Here you can find more details regarding the command and it's flags alongside some useful examples.
Also, you may want to use:
Logging Using Elasticsearch and Kibana
Logging Using Stackdriver
Both should do the trick in your case.
Please let me know if that is what you had on mind and if my answer was helpful.
If you want to see the application logs - from the development side you just need to print logs to the STDOUT and STDERR streams.
The container runtime (I guess Docker in your case) will redirect those streams
to /var/log/containers.
(So if you would ssh into the Node you can run docker logs <container-id> and you will see all the relevant logs).
Kuberentes provides an easier way to access it by kubectl logs <pod-name> like #WytrzymaƂy_Wiktor described.
(Notice that the logs are being rotated automatically every 10MB so the kubectl logs command will show the log entry from the last rotation only).
If you want to send the logs to a central logging system like (ELK, Splunk, Graylog etc') you will have to forward the logs from your cluster by running log forwarders inside your cluster.
This can be done for example by running a daemonset that manage a pod on each node that will access the logs path (/var/log/containers) by a hostPath volume and will forward the logs to the remote endpoint. See example here.

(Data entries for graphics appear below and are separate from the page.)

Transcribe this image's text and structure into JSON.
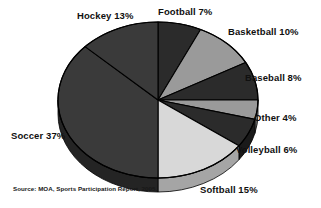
{
  "figure": {
    "background_color": "#ffffff",
    "source_note": "Source: MOA, Sports Participation Report, 2005."
  },
  "labels": {
    "hockey": "Hockey 13%",
    "football": "Football 7%",
    "basketball": "Basketball 10%",
    "baseball": "Baseball 8%",
    "other": "Other 4%",
    "volleyball": "Volleyball 6%",
    "softball": "Softball 15%",
    "soccer": "Soccer 37%"
  },
  "chart_data": {
    "type": "pie",
    "title": "",
    "subtitle": "",
    "xlabel": "",
    "ylabel": "",
    "legend_position": "none",
    "labels_position": "outside-callout",
    "grid": false,
    "three_d": true,
    "start_angle_deg": 90,
    "direction": "clockwise",
    "units": "percent",
    "total": 100,
    "annotations": [
      "Source: MOA, Sports Participation Report, 2005."
    ],
    "categories": [
      "Football",
      "Basketball",
      "Baseball",
      "Other",
      "Volleyball",
      "Softball",
      "Soccer",
      "Hockey"
    ],
    "values": [
      7,
      10,
      8,
      4,
      6,
      15,
      37,
      13
    ],
    "slices": [
      {
        "name": "Football",
        "value": 7,
        "label": "Football 7%",
        "color": "#2b2b2b",
        "side_color": "#1a1a1a"
      },
      {
        "name": "Basketball",
        "value": 10,
        "label": "Basketball 10%",
        "color": "#9a9a9a",
        "side_color": "#6e6e6e"
      },
      {
        "name": "Baseball",
        "value": 8,
        "label": "Baseball 8%",
        "color": "#2b2b2b",
        "side_color": "#1a1a1a"
      },
      {
        "name": "Other",
        "value": 4,
        "label": "Other 4%",
        "color": "#9a9a9a",
        "side_color": "#6e6e6e"
      },
      {
        "name": "Volleyball",
        "value": 6,
        "label": "Volleyball 6%",
        "color": "#2b2b2b",
        "side_color": "#1a1a1a"
      },
      {
        "name": "Softball",
        "value": 15,
        "label": "Softball 15%",
        "color": "#d8d8d8",
        "side_color": "#a5a5a5"
      },
      {
        "name": "Soccer",
        "value": 37,
        "label": "Soccer 37%",
        "color": "#3a3a3a",
        "side_color": "#242424"
      },
      {
        "name": "Hockey",
        "value": 13,
        "label": "Hockey 13%",
        "color": "#3a3a3a",
        "side_color": "#242424"
      }
    ]
  }
}
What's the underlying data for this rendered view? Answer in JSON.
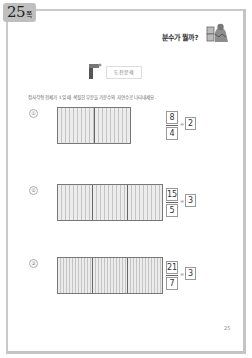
{
  "page_tab": {
    "number": "25",
    "unit": "쪽"
  },
  "header": {
    "title": "분수가 뭘까?",
    "icon": "character-icon"
  },
  "section": {
    "label": "도전문제",
    "icon": "flag-icon"
  },
  "instruction": "정사각형 전체가 1일 때 색칠한 부분을 가분수와 자연수로 나타내세요.",
  "problems": [
    {
      "marker": "①",
      "cells": 2,
      "numerator": "8",
      "denominator": "4",
      "equals": "=",
      "answer": "2"
    },
    {
      "marker": "②",
      "cells": 3,
      "numerator": "15",
      "denominator": "5",
      "equals": "=",
      "answer": "3"
    },
    {
      "marker": "③",
      "cells": 3,
      "numerator": "21",
      "denominator": "7",
      "equals": "=",
      "answer": "3"
    }
  ],
  "footer": {
    "page_number": "25"
  }
}
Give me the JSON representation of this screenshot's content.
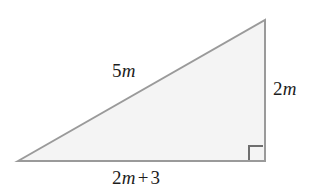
{
  "figure": {
    "type": "right-triangle",
    "background_color": "#ffffff",
    "fill_color": "#f4f4f4",
    "stroke_color": "#9a9a9a",
    "label_color": "#1d1d1d",
    "vertices": {
      "left": [
        18,
        161
      ],
      "top_right": [
        265,
        20
      ],
      "bottom_right": [
        265,
        161
      ]
    },
    "right_angle": {
      "at_vertex": "bottom_right",
      "marker_size": 14
    },
    "labels": {
      "hypotenuse": {
        "coefficient": "5",
        "variable": "m",
        "full_text": "5m"
      },
      "vertical_leg": {
        "coefficient": "2",
        "variable": "m",
        "full_text": "2m"
      },
      "base_leg": {
        "coefficient": "2",
        "variable": "m",
        "operator": "+",
        "constant": "3",
        "full_text": "2m + 3"
      }
    }
  }
}
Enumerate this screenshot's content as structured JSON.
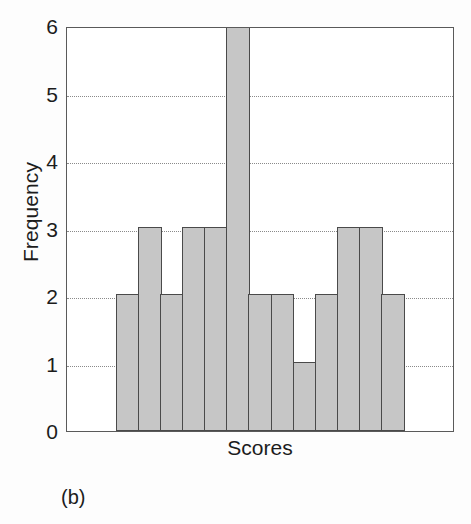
{
  "figure": {
    "caption": "(b)",
    "background_color": "#fdfdfd"
  },
  "chart_data": {
    "type": "bar",
    "title": "",
    "subtitle": "",
    "xlabel": "Scores",
    "ylabel": "Frequency",
    "categories": [
      "1",
      "2",
      "3",
      "4",
      "5",
      "6",
      "7",
      "8",
      "9",
      "10",
      "11",
      "12",
      "13"
    ],
    "values": [
      2,
      3,
      2,
      3,
      3,
      6,
      2,
      2,
      1,
      2,
      3,
      3,
      2
    ],
    "ylim": [
      0,
      6
    ],
    "ytick_labels": [
      "0",
      "1",
      "2",
      "3",
      "4",
      "5",
      "6"
    ],
    "ytick_values": [
      0,
      1,
      2,
      3,
      4,
      5,
      6
    ],
    "xtick_labels": [],
    "grid": "horizontal-dotted",
    "gridline_values": [
      1,
      2,
      3,
      4,
      5
    ],
    "legend": null,
    "legend_position": "none",
    "bar_fill_color": "#c6c6c6",
    "bar_edge_color": "#4a4a4a",
    "axis_color": "#5a5a5a",
    "gridline_color": "#8a8a8a",
    "text_color": "#1c1c1c",
    "annotations": []
  }
}
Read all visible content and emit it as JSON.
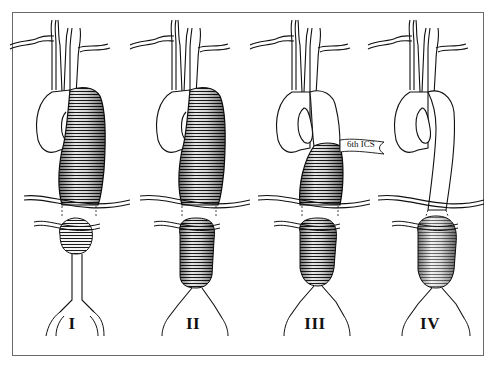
{
  "figure": {
    "panels": [
      {
        "id": "I",
        "label": "I",
        "center_x": 72
      },
      {
        "id": "II",
        "label": "II",
        "center_x": 193
      },
      {
        "id": "III",
        "label": "III",
        "center_x": 315,
        "annotation": "6th ICS"
      },
      {
        "id": "IV",
        "label": "IV",
        "center_x": 430
      }
    ],
    "annotation_label": "6th ICS",
    "colors": {
      "ink": "#111111",
      "frame": "#6a6a6a",
      "background": "#ffffff"
    }
  }
}
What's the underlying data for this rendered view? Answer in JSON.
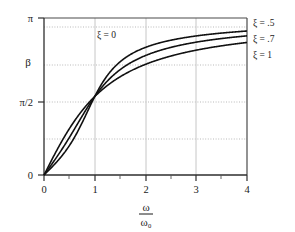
{
  "chart_data": {
    "type": "line",
    "title": "",
    "subtitle": "",
    "xlabel": "ω/ω₀",
    "xlabel_numerator": "ω",
    "xlabel_denominator": "ω₀",
    "ylabel": "β",
    "xlim": [
      0,
      4
    ],
    "ylim": [
      0,
      3.14159
    ],
    "x_ticks": [
      0,
      1,
      2,
      3,
      4
    ],
    "x_tick_labels": [
      "0",
      "1",
      "2",
      "3",
      "4"
    ],
    "x_minor_ticks": [
      0.5,
      1.5,
      2.5,
      3.5
    ],
    "y_ticks": [
      0,
      1.5708,
      3.14159
    ],
    "y_tick_labels": [
      "0",
      "π/2",
      "π"
    ],
    "grid": {
      "horizontal_dotted_at": [
        0.7854,
        1.5708,
        2.35619,
        3.0
      ],
      "vertical_at": [
        1,
        2,
        3
      ],
      "enabled": true
    },
    "legend_position": "right-outside",
    "annotations": [
      {
        "text": "ξ = 0",
        "x": 1.05,
        "y": 2.93
      }
    ],
    "series": [
      {
        "name": "ξ = .5",
        "zeta": 0.5,
        "label_at_right": "ξ = .5",
        "points": [
          [
            0.0,
            0.0
          ],
          [
            0.1,
            0.1007
          ],
          [
            0.2,
            0.2039
          ],
          [
            0.3,
            0.3122
          ],
          [
            0.4,
            0.4287
          ],
          [
            0.5,
            0.588
          ],
          [
            0.6,
            0.7086
          ],
          [
            0.7,
            0.8727
          ],
          [
            0.8,
            1.0637
          ],
          [
            0.9,
            1.278
          ],
          [
            1.0,
            1.5708
          ],
          [
            1.1,
            1.7684
          ],
          [
            1.2,
            1.9656
          ],
          [
            1.3,
            2.131
          ],
          [
            1.4,
            2.2655
          ],
          [
            1.5,
            2.3742
          ],
          [
            1.6,
            2.4631
          ],
          [
            1.8,
            2.5983
          ],
          [
            2.0,
            2.6952
          ],
          [
            2.2,
            2.7669
          ],
          [
            2.4,
            2.8217
          ],
          [
            2.6,
            2.8646
          ],
          [
            2.8,
            2.899
          ],
          [
            3.0,
            2.9271
          ],
          [
            3.2,
            2.9505
          ],
          [
            3.4,
            2.9701
          ],
          [
            3.6,
            2.9869
          ],
          [
            3.8,
            3.0013
          ],
          [
            4.0,
            3.0139
          ]
        ]
      },
      {
        "name": "ξ = .7",
        "zeta": 0.7,
        "label_at_right": "ξ = .7",
        "points": [
          [
            0.0,
            0.0
          ],
          [
            0.1,
            0.1409
          ],
          [
            0.2,
            0.2841
          ],
          [
            0.3,
            0.4321
          ],
          [
            0.4,
            0.5872
          ],
          [
            0.5,
            0.7509
          ],
          [
            0.6,
            0.9234
          ],
          [
            0.7,
            1.103
          ],
          [
            0.8,
            1.2862
          ],
          [
            0.9,
            1.468
          ],
          [
            1.0,
            1.5708
          ],
          [
            1.1,
            1.805
          ],
          [
            1.2,
            1.951
          ],
          [
            1.3,
            2.0772
          ],
          [
            1.4,
            2.1856
          ],
          [
            1.5,
            2.2789
          ],
          [
            1.6,
            2.3594
          ],
          [
            1.8,
            2.4903
          ],
          [
            2.0,
            2.5907
          ],
          [
            2.2,
            2.6692
          ],
          [
            2.4,
            2.7316
          ],
          [
            2.6,
            2.782
          ],
          [
            2.8,
            2.8234
          ],
          [
            3.0,
            2.8578
          ],
          [
            3.2,
            2.8868
          ],
          [
            3.4,
            2.9114
          ],
          [
            3.6,
            2.9326
          ],
          [
            3.8,
            2.951
          ],
          [
            4.0,
            2.9671
          ]
        ]
      },
      {
        "name": "ξ = 1",
        "zeta": 1.0,
        "label_at_right": "ξ = 1",
        "points": [
          [
            0.0,
            0.0
          ],
          [
            0.1,
            0.2013
          ],
          [
            0.2,
            0.4049
          ],
          [
            0.3,
            0.6107
          ],
          [
            0.4,
            0.8176
          ],
          [
            0.5,
            1.0238
          ],
          [
            0.6,
            1.2271
          ],
          [
            0.7,
            1.4254
          ],
          [
            0.8,
            1.5708
          ],
          [
            0.9,
            1.68
          ],
          [
            1.0,
            1.5708
          ],
          [
            1.1,
            1.7604
          ],
          [
            1.2,
            1.9022
          ],
          [
            1.3,
            2.023
          ],
          [
            1.4,
            2.1257
          ],
          [
            1.5,
            2.2143
          ],
          [
            1.6,
            2.2915
          ],
          [
            1.8,
            2.419
          ],
          [
            2.0,
            2.5191
          ],
          [
            2.2,
            2.5991
          ],
          [
            2.4,
            2.6641
          ],
          [
            2.6,
            2.7176
          ],
          [
            2.8,
            2.7622
          ],
          [
            3.0,
            2.7999
          ],
          [
            3.2,
            2.832
          ],
          [
            3.4,
            2.8597
          ],
          [
            3.6,
            2.8837
          ],
          [
            3.8,
            2.9048
          ],
          [
            4.0,
            2.9234
          ]
        ]
      }
    ]
  },
  "axes": {
    "y_label_text": "β",
    "y_tick_top": "π",
    "y_tick_mid": "π/2",
    "y_tick_bottom": "0",
    "x_tick_0": "0",
    "x_tick_1": "1",
    "x_tick_2": "2",
    "x_tick_3": "3",
    "x_tick_4": "4"
  },
  "labels": {
    "zeta_zero": "ξ = 0",
    "zeta_half": "ξ = .5",
    "zeta_seven": "ξ = .7",
    "zeta_one": "ξ = 1"
  },
  "colors": {
    "background": "#ffffff",
    "curve": "#111111",
    "axis": "#555555",
    "grid": "#bbbbbb",
    "text": "#1a1a1a"
  }
}
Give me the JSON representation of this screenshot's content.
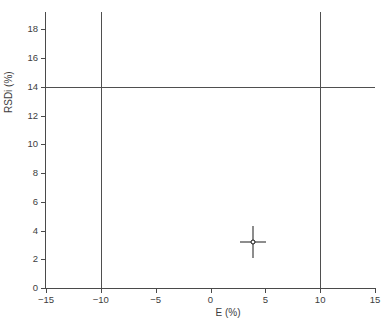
{
  "chart_data": {
    "type": "scatter",
    "title": "",
    "xlabel": "E (%)",
    "ylabel": "RSDi (%)",
    "xlim": [
      -15,
      15
    ],
    "ylim": [
      0,
      19.2
    ],
    "xticks": [
      -15,
      -10,
      -5,
      0,
      5,
      10,
      15
    ],
    "xticklabels": [
      "−15",
      "−10",
      "−5",
      "0",
      "5",
      "10",
      "15"
    ],
    "yticks": [
      0,
      2,
      4,
      6,
      8,
      10,
      12,
      14,
      16,
      18
    ],
    "yticklabels": [
      "0",
      "2",
      "4",
      "6",
      "8",
      "10",
      "12",
      "14",
      "16",
      "18"
    ],
    "grid": false,
    "legend": null,
    "series": [
      {
        "name": "measurement",
        "marker": "circle-open",
        "x": [
          3.9
        ],
        "y": [
          3.2
        ],
        "xerr": [
          1.2
        ],
        "yerr": [
          1.1
        ]
      }
    ],
    "reference_lines": [
      {
        "name": "acceptance-limit-lower-E",
        "orientation": "vertical",
        "value": -10
      },
      {
        "name": "acceptance-limit-upper-E",
        "orientation": "vertical",
        "value": 10
      },
      {
        "name": "acceptance-limit-rsdi",
        "orientation": "horizontal",
        "value": 14
      }
    ],
    "colors": {
      "axis": "#4a4a4a",
      "reference_line": "#4f4f4f",
      "marker": "#111111",
      "background": "#ffffff"
    }
  }
}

CORE_PEER_ADDRESS in chaincode-docker-devmode

I am following the tutorial Chaincode for Developers and in the section Testing Using dev mode in Terminal 2 there is the following instantiation of the environment variable
CORE_PEER_ADDRESS=peer:7052
Could you please tell me what is the purpose of this variable and why the port of the used peer is 7052?
I couldn't find in the docker-compose file a container running on this port..
Generally,chain code is going to run on containerized environment, but for dev activities like code/test/deploy, we have a sample folder called Chaincode-dev in fabric samples .It is of optimized with limited orderer,peer,cli. Normally we specify chaincode address as 7052,8052,... and chaincode will be maintained by peers (you can check these parameters in docker-composebase.yaml files ),but now here in dev --peer-chaincodedev mode , chaincode is running from user,you check parameters with chaincode won't be present,so these variables are exporting from user.

Does Orderer have Block(Ledger) data?

I built hyperledger fabric network using Kafka-based Ordering Service.
I thought that Orderer doesn't have Block data.
But, when I checked /var/hyperledger/production/orderer/chains/mychannel in Orderer server, I found blockfile_000000 file.
I checked this file using "less" command.
Then, I found key-value data which I registered by invoking chaincode.
What is this file?
This means that Orderer also maintain Block data(i.e. Ledger)?
The orderer has the blockchain of all channels it is part of.
However, it doesn't have the world state and it doesn't inspect the content of the transactions.
It just writes the blocks into the disk, to serve peers that pull the blocks from it.